Ling Qi paused. She knew that Cai Renxiang had a certain, very expensive communications array for official business, one that outright projected the user’s presence across the province. “I see.”

She was going to have to get used to public speaking real quick, wasn’t she? Humor was a good balm for nerves.

However, that did bring up another matter in the shard of icy iron stored away in her ring. No one had mentioned it, nor asked her about it. Ling Qi’s gaze turned to Elder Zhu, who was conferring with a core disciple in the far corner of the room.

She was a little hesitant to bring it up to the Sect after feeling their reactions to the barbarians.

“You are distressed by something,” Renxiang observed.

Ling Qi looked away from Elder Zhu. “Yes.
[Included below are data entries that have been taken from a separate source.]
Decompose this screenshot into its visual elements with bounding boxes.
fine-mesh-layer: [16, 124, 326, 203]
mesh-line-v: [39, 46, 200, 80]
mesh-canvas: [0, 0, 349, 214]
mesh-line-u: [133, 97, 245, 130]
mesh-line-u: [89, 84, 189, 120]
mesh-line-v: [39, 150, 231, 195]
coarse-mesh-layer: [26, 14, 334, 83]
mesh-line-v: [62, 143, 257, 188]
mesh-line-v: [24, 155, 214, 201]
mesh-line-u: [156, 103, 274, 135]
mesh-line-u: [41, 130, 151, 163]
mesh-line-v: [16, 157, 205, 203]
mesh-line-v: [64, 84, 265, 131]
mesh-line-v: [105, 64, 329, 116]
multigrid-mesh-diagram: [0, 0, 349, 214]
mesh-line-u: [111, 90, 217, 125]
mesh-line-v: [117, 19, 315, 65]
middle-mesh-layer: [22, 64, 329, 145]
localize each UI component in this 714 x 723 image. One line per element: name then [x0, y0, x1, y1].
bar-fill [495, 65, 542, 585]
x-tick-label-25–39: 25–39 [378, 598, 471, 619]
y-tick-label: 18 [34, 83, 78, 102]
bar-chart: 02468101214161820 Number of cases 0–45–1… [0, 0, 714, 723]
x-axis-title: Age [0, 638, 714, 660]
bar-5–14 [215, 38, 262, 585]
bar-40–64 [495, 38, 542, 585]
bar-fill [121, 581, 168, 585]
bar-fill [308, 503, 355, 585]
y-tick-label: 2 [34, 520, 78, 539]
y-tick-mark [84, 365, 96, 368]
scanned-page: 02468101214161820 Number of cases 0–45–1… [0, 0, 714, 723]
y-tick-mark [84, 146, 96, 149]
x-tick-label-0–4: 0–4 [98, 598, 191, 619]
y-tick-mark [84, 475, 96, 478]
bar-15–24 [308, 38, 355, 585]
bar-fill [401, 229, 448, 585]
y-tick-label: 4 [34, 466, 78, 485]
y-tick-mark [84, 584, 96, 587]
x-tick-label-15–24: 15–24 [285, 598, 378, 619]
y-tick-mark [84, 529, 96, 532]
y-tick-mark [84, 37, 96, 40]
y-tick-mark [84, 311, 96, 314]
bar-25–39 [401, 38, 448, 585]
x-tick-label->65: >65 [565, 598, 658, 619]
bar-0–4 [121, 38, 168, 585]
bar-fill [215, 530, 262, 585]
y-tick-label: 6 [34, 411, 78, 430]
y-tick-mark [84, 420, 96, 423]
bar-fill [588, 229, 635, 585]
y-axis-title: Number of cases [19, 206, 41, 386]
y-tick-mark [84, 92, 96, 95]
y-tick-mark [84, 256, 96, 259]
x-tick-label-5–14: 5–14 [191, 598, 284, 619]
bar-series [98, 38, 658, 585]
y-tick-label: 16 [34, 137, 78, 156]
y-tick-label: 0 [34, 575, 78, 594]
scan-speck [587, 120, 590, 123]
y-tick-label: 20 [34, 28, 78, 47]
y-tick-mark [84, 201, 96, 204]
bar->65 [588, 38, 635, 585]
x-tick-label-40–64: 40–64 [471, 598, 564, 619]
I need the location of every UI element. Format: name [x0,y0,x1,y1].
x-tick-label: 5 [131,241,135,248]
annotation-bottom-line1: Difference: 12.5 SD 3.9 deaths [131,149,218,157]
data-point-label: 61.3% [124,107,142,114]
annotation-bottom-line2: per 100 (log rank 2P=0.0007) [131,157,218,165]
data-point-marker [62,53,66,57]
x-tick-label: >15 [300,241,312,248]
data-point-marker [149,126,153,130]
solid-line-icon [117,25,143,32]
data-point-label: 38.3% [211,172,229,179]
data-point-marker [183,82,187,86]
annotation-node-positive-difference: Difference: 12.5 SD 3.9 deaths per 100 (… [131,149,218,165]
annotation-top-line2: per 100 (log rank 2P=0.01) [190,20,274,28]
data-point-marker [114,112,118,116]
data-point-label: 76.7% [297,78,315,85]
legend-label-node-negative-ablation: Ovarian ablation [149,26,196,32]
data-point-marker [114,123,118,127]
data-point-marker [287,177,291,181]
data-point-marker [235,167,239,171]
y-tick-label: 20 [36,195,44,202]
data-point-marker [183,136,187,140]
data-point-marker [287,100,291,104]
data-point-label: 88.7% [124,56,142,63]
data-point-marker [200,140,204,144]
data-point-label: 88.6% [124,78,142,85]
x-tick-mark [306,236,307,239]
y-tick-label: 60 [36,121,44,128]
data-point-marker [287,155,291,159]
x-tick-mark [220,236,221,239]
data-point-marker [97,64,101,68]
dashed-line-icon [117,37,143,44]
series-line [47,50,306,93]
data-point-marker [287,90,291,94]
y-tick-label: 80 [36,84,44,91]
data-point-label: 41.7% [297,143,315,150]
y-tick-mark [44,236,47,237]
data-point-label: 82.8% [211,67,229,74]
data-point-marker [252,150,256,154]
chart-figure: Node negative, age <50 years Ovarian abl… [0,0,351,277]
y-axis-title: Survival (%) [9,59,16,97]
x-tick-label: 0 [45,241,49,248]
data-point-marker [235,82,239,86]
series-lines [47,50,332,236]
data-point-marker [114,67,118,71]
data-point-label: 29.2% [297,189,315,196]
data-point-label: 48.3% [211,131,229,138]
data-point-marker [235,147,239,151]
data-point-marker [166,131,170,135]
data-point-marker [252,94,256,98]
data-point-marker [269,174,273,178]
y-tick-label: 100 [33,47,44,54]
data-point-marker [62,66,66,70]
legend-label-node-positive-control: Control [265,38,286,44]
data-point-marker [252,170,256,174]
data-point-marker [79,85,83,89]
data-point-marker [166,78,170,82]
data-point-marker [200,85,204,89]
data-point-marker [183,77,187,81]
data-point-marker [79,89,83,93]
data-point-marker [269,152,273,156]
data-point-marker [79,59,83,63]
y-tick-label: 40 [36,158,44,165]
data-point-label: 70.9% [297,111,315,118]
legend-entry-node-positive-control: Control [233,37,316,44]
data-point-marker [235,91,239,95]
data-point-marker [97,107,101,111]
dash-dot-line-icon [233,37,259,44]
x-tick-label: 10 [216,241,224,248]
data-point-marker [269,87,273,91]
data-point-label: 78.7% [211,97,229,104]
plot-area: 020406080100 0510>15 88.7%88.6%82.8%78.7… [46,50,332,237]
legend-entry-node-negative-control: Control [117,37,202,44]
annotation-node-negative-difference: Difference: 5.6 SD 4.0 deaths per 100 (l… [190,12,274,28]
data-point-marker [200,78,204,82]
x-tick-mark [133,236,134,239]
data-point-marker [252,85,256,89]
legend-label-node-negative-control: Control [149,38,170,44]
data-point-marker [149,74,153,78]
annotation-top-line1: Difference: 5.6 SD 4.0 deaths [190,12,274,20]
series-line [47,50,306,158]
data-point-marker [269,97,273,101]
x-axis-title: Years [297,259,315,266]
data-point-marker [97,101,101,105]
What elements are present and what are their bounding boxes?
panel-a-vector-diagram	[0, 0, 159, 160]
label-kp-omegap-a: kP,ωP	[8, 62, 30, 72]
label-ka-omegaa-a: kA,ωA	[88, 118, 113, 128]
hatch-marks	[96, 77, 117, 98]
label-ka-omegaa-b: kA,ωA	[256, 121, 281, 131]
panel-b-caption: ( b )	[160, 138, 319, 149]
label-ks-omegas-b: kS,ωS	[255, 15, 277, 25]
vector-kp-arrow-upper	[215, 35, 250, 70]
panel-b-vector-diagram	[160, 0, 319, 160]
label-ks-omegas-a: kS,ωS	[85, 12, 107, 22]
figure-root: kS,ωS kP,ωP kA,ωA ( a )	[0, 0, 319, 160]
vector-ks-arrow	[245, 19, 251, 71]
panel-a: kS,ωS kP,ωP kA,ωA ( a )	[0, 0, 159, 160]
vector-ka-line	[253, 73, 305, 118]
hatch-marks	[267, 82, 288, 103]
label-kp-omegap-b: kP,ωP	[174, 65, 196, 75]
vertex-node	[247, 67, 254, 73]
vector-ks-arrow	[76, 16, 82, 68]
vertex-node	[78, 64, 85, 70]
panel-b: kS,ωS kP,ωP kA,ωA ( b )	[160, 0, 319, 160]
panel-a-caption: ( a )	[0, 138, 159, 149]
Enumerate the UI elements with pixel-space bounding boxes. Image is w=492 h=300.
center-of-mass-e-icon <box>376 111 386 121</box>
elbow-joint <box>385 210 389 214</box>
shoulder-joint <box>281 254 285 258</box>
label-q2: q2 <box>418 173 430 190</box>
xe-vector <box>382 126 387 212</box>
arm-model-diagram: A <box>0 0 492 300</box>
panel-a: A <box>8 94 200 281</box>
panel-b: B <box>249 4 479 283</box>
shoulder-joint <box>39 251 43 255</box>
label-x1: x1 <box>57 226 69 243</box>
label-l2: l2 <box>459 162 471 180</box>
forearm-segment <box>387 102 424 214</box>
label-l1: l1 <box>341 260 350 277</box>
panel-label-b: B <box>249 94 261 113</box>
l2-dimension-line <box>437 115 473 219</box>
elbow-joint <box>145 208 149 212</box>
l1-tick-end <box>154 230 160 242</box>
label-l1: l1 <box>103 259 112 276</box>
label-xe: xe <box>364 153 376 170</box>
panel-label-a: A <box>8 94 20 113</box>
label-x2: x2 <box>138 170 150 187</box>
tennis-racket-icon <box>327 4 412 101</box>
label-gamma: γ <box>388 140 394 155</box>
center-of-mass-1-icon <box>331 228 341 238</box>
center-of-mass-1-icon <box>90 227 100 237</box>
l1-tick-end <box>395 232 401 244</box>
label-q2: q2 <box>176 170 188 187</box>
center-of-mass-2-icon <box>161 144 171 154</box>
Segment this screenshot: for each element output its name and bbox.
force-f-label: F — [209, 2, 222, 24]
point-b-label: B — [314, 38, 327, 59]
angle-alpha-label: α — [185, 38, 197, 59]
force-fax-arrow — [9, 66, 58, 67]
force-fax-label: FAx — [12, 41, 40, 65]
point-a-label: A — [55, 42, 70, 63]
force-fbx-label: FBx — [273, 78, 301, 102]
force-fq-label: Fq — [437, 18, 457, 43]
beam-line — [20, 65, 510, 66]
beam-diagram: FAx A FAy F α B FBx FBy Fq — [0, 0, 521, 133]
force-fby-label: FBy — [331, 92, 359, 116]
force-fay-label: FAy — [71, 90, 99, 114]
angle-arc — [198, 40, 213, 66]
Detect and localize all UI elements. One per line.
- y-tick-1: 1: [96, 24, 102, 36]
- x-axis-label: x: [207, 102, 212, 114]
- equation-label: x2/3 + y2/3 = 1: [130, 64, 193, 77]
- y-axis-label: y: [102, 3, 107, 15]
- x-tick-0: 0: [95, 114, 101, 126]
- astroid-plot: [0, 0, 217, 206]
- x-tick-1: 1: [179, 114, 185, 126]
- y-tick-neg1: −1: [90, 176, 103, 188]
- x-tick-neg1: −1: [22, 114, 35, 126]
This isn’t the place for it. When do we start preparing for the meeting?”

Renxiang considered her for a moment. “The third hour. The communications array requires the light of dawn to activate, and three hours time should be sufficient to prepare. Your time until then is free.”

She had a lot of people to check on, Ling Qi thought, and things to consider as well. “What will you be doing with your time, Lady Cai?”

“Recovering and cultivating,” the heiress replied immediately. “In addition, I will be penning a number of missives and messages.”

Ling Qi glanced at Renxiang out of the corner of her eye. “I’ll be there at the first hour.”

“As you wish. We may cultivate and speak simultaneously if need be,” Renxiang allowed.

Ling Qi smiled faintly as they turned away from each other. That was a sentiment she could get behind at least.

Sixiang thought in exasperation.

Ling Qi felt the humor drain away as she left the debriefing room. She dearly hoped that everyone was alright.